Two sculpted judicial scales flanked the Russian double-headed eagle above the clothed judge. Repnikova, the judge, peppered the prosecutor with sharp questions and investigated the arguments. Mr Navalny was allowed to deliver his fiery speech and criticize the judge and prosecutor, with few interruptions. But journalists were banned from filming the proceedings or taking photos.

The prosecutor’s case to Mr. Sending Navalny to prison was largely based on technical things. A prison service officer, Aleksandr Yermolin, read aloud from a stack of papers in which Mr. Navalny’s alleged parole violations were set out. The prosecutor said the offenses started before the poisoning of Mr. Navalny in August last year.

At one point, Mr. Yermolin quoted online reports showing that Mr. Navalny moved freely through Germany while not reporting for his parole last year. At another point, prosecutor Yekaterina Frolova responded to an argument made by Navalny’s lawyers by addressing the day of the week on which the accused contacted the parole authorities.

“Jan. ‘9 was a Thursday, which has nothing to do with a Monday,’ the prosecutor said.

Mr. Navalny and his attorneys, in a long back-and-forth with the prosecution, insisted that they have properly notified parole officials of his inability to report in person due to his poisoning. Mr. Navalny noted that even Mr. Putin publicly referred to the treatment of Mr. Navalny in Germany.

“Say, dear comrade captain, do you respect the President of Russia, Vladimir Vladimirovich Putin?” Mr Navalny asked the prison officer, Mr Yermolin.

As he reached for the glass in front of him, Mr. Navalny added: “On what grounds do you say you did not know about my location?”

Mr. Navalny was confined to house arrest for much of 2014 and served repeated prison sentences of several weeks at a time. Until now, however, he has never served a long prison sentence.

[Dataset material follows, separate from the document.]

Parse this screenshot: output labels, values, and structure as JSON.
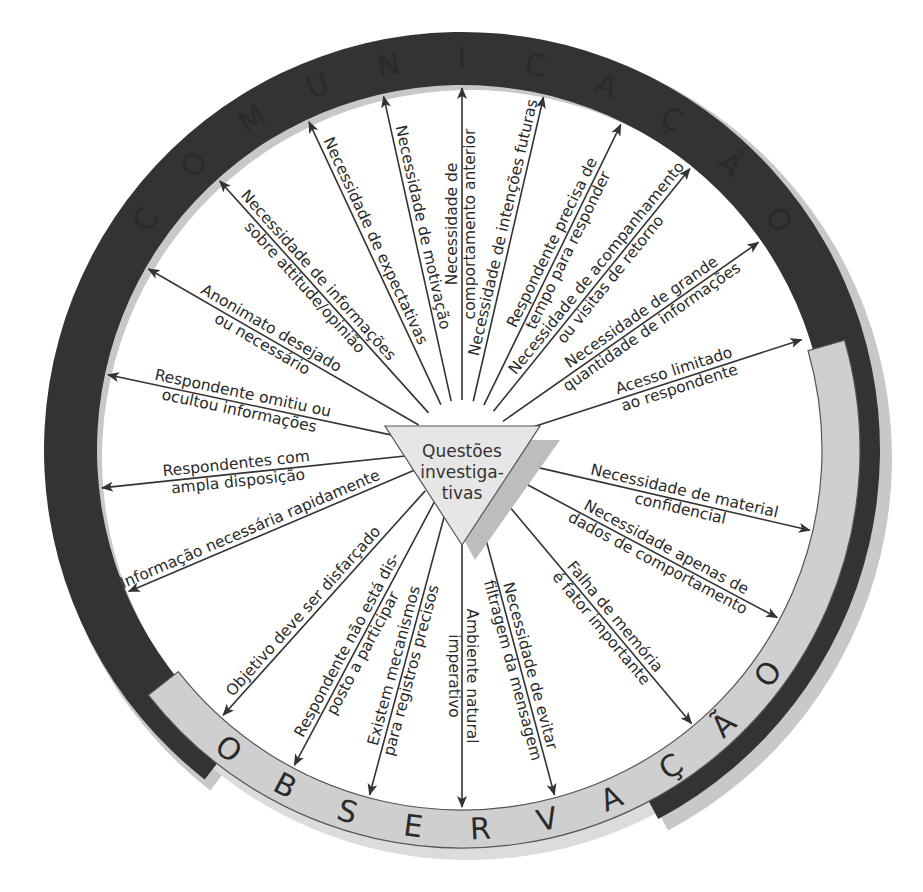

According to analysts, the Kremlin’s calculation has long been that Mr. Navalny could be more of a liability behind bars – as Russia’s main political prisoner – than to run free as an often controversial opposition activist.

It seems that thinking has changed as the Russian public’s frustration over Mr. Putin has increased, along with Mr. Navalny’s prestige.

After his poisoning, Mr. Navalny was transported in a coma to Berlin, where he recovered. He returned to Moscow last month, although Russian authorities made it clear that he would face years in prison.

He was sent to jail on his arrival, after which his team received a report from Mr. Navalny revealed what described an alleged secret palace that for Mr. Putin was built. The report has been viewed more than 100 million times on YouTube, sparked pro-Navalny protests and highlighted the ability of the opposition leader to reach a large audience on Russia’s mostly free internet.

But Putin seems ready to survive the uproar over his treatment of Mr. Navalny. There were no signs of support for the protesters in the government, parliament, big business or the security services, all of whom in Mr. Putin’s grip remains.

Gaps within the elite, nowhere to be seen in Russia, were crucial in the success of street movements in other former Soviet states.

The Kremlin on Tuesday tried again to understand the significance of the case of Mr. Navalny to a minimum, with a veiled warning to European Union official Josep Borrell Fontelles, who plans to visit Moscow this week.

“We hope there will be nothing as stupid as linking the future of Russian-European relations to the case of these detainees before the trial,” Kremlin spokesman Dmitry S. Peskov said. the Tass State News Agency said.

Ivan Nechepurenko contribution made.